November 10, 2024
Review

‘Dirt,’ 10 p.m. FX

Courteney Cox is eager to shed her good girl “Friends” image.

“Dirt,” the new FX series she stars in which premieres tonight, goes a long way to meeting that goal. Lucy Spiller, the character Cox plays, is tougher, meaner and smarter than Monica, the “friend” the actress portrayed on the hit NBC comedy for nine years.

“Dirt” is billed as a series that “exposes the truth behind the facade of show business image-making.”

The series goes behind the scenes to show how magazines similar to Us and People, along with tabloids like the National Enquirer, form uneasy alliances with agents, public relations flacks and the stars themselves to give the public glimpses of the private lives of movies stars, sports figures and the infamous.

The characters that people “Dirt,” from the editor Cox plays to the celebrities splashed across the covers of the show’s publications, are too shallow and superficial to entice viewers to watch for more than one episode, let alone more than one season.
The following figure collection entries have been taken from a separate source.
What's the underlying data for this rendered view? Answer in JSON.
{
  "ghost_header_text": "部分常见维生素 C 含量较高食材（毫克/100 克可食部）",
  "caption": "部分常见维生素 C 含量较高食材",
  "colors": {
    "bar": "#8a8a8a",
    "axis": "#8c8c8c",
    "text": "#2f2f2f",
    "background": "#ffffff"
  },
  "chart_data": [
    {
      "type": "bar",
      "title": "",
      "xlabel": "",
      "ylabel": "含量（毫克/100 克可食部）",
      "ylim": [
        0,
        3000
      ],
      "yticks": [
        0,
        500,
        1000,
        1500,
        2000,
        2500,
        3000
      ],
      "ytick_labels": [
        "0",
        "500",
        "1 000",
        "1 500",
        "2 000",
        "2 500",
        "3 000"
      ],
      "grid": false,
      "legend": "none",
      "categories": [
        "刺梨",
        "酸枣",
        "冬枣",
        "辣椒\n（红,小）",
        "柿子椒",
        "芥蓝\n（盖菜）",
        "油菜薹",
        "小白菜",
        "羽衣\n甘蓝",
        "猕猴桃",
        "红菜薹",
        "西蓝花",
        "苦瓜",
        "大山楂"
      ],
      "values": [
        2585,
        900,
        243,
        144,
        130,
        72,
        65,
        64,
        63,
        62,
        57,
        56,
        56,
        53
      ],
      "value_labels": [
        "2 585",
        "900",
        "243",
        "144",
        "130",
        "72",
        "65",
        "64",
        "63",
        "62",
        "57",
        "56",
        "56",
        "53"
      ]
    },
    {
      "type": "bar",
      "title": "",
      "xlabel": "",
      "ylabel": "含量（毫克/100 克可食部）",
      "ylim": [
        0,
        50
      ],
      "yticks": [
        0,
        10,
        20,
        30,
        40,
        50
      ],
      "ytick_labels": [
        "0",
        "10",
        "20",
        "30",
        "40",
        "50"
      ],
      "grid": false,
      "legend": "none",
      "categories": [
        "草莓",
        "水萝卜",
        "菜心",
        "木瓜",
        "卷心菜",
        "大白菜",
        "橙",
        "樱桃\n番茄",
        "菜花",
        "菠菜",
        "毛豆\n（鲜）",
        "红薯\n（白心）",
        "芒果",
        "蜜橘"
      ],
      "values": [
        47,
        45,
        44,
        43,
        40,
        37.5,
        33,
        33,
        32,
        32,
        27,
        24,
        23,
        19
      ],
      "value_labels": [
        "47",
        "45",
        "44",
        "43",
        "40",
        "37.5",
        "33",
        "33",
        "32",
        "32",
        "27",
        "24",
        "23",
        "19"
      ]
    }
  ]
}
Cox plays Lucy Spiller, the editor of two weekly publications that dish the dirt on celebrities. She is powerful, demanding and ruthless. Cox’s portrayal is so cold that at the end of the day the only one the editor has to curl up with is her magazine, still warm from the presses. And that is all Lucy deserves.
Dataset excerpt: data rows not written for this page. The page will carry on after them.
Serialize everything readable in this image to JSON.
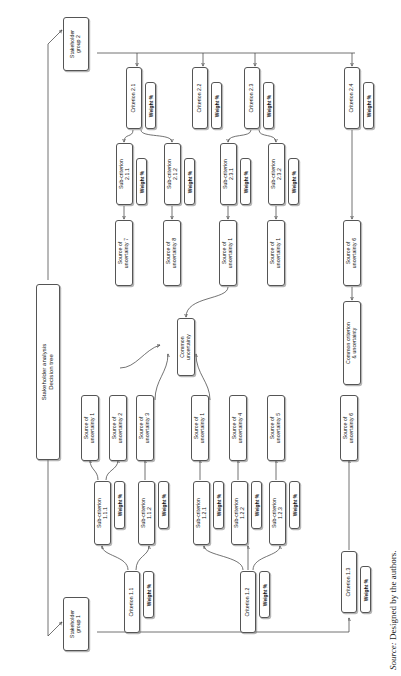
{
  "figure": {
    "caption_prefix": "Source:",
    "caption_text": "Designed by the authors.",
    "title_box": {
      "line1": "Stakeholder analysis",
      "line2": "Decision tree"
    }
  },
  "weight_label": "Weight %",
  "stakeholders": [
    {
      "id": "sg2",
      "line1": "Stakeholder",
      "line2": "group 2"
    },
    {
      "id": "sg1",
      "line1": "Stakeholder",
      "line2": "group 1"
    }
  ],
  "criteria": [
    {
      "id": "c21",
      "label": "Criterion 2.1",
      "weight": "Weight %"
    },
    {
      "id": "c22",
      "label": "Criterion 2.2",
      "weight": "Weight %"
    },
    {
      "id": "c23",
      "label": "Criterion 2.3",
      "weight": "Weight %"
    },
    {
      "id": "c24",
      "label": "Criterion 2.4",
      "weight": "Weight %"
    },
    {
      "id": "c11",
      "label": "Criterion 1.1",
      "weight": "Weight %"
    },
    {
      "id": "c12",
      "label": "Criterion 1.2",
      "weight": "Weight %"
    },
    {
      "id": "c13",
      "label": "Criterion 1.3",
      "weight": "Weight %"
    }
  ],
  "subcriteria": [
    {
      "id": "s211",
      "line1": "Sub-criterion",
      "line2": "2.1.1",
      "weight": "Weight %"
    },
    {
      "id": "s212",
      "line1": "Sub-criterion",
      "line2": "2.1.2",
      "weight": "Weight %"
    },
    {
      "id": "s231",
      "line1": "Sub-criterion",
      "line2": "2.3.1",
      "weight": "Weight %"
    },
    {
      "id": "s232",
      "line1": "Sub-criterion",
      "line2": "2.3.2",
      "weight": "Weight %"
    },
    {
      "id": "s111",
      "line1": "Sub-criterion",
      "line2": "1.1.1",
      "weight": "Weight %"
    },
    {
      "id": "s112",
      "line1": "Sub-criterion",
      "line2": "1.1.2",
      "weight": "Weight %"
    },
    {
      "id": "s121",
      "line1": "Sub-criterion",
      "line2": "1.2.1",
      "weight": "Weight %"
    },
    {
      "id": "s122",
      "line1": "Sub-criterion",
      "line2": "1.2.2",
      "weight": "Weight %"
    },
    {
      "id": "s123",
      "line1": "Sub-criterion",
      "line2": "1.2.3",
      "weight": "Weight %"
    }
  ],
  "sources": [
    {
      "id": "u7t",
      "line1": "Source of",
      "line2": "uncertainty 7"
    },
    {
      "id": "u8t",
      "line1": "Source of",
      "line2": "uncertainty 8"
    },
    {
      "id": "u1ta",
      "line1": "Source of",
      "line2": "uncertainty 1"
    },
    {
      "id": "u1tb",
      "line1": "Source of",
      "line2": "uncertainty 1"
    },
    {
      "id": "u6t",
      "line1": "Source of",
      "line2": "uncertainty 6"
    },
    {
      "id": "u1b",
      "line1": "Source of",
      "line2": "uncertainty 1"
    },
    {
      "id": "u2b",
      "line1": "Source of",
      "line2": "uncertainty 2"
    },
    {
      "id": "u3b",
      "line1": "Source of",
      "line2": "uncertainty 3"
    },
    {
      "id": "u1bb",
      "line1": "Source of",
      "line2": "uncertainty 1"
    },
    {
      "id": "u4b",
      "line1": "Source of",
      "line2": "uncertainty 4"
    },
    {
      "id": "u5b",
      "line1": "Source of",
      "line2": "uncertainty 5"
    },
    {
      "id": "u6b",
      "line1": "Source of",
      "line2": "uncertainty 6"
    }
  ],
  "common": [
    {
      "id": "cu",
      "line1": "Common",
      "line2": "uncertainty"
    },
    {
      "id": "ccu",
      "line1": "Common  criterion",
      "line2": "& uncertainty"
    }
  ]
}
The one character worth watching is Don Konkey, the schizophrenic freelance photographer she can always count on to get “the shot.” The photographer, who still shoots with film and refuses to go digital, met and bonded with Lucy in college. He can’t survive without her. In addition to allowing him to make a living, she makes sure he clings to reality.

Ian Holm is hypnotic in the role of a man who will lie, bribe and break the law to snap pictures of celebrities in compromising positions. The English actor’s portrayal of Don’s fragile hold on his sanity is the one and only reason to tune in to “Dirt” more than once.

Cox and her husband, David Arquette, are the executive producers for the series, so its quality rests squarely on the couple’s shoulders. “Dirt” is not a bad show by network standards, it’s just not up to the exceedingly high FX standards set by “The Shield,” “Nip/Tuck” and “Rescue Me,” which air in the same time slot.

Reruns of any of those shows would be better than “Dirt,” which just can’t live up to its time slot.